Even when we had that liberal black guy in the White House, he was beholden to a conservative Congress. Biden picked up where he left off, working with a Republican-majority House of Representatives more interested in continuing the fiction that he is there due to a rigged election than doing their job keeping the government functioning.
I am not really looking for outsiders when I vote, whatever their party or leanings right or left, because I think experience in working within the governmental process is important. I also want to see a record of achievement in past elective and appointed positions. What bills are your names attached to? What were your specialties in the positions you filled? How did you vote on this legislation or that and how did you explain your positions while in office?

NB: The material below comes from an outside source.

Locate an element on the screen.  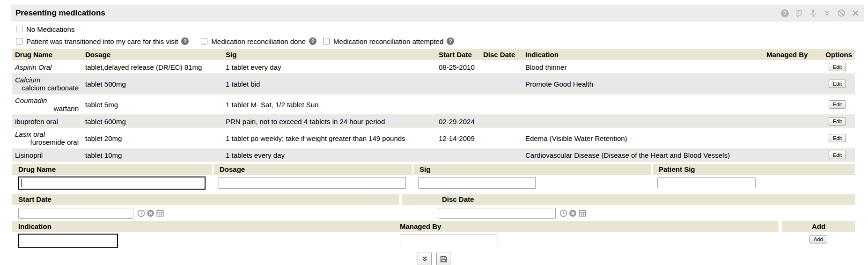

It is true that there are brilliant people in business, academia and even entertainment who skip the lower political rounds and go on to become a governor or member of Congress. A professional wrestler, Jesse “The Body” Ventura, was elected Governor of Minnesota— as a third-party candidate at that. Yet even Ventura claimed previous political experience as the two-term Mayor of Brooklyn Park, a Minnesota city of some 80,000 people. The late Sonny Bono, a pop singer with his former wife, Cher, was, elected to Congress, and Al Franken, a comedian, was a U.S. Senator. You might say that people who were voted into elective offices from professions outside of politics, more accurately fit the definition of public servant than career politicians. Things are more complicated now than the first crop of some two dozen Senators, mostly farmers, between 1798 and 1815, who were paid six dollars per day of duty.
The real problem is that to attain public office today is you need to be wealthy or have access to wealth. Some argue that if you aren’t good at making money or raising money, you aren’t going to be much of a politician. I suppose there is some truth to that. After all, Washington and Jefferson were among the rich white guys of their generation.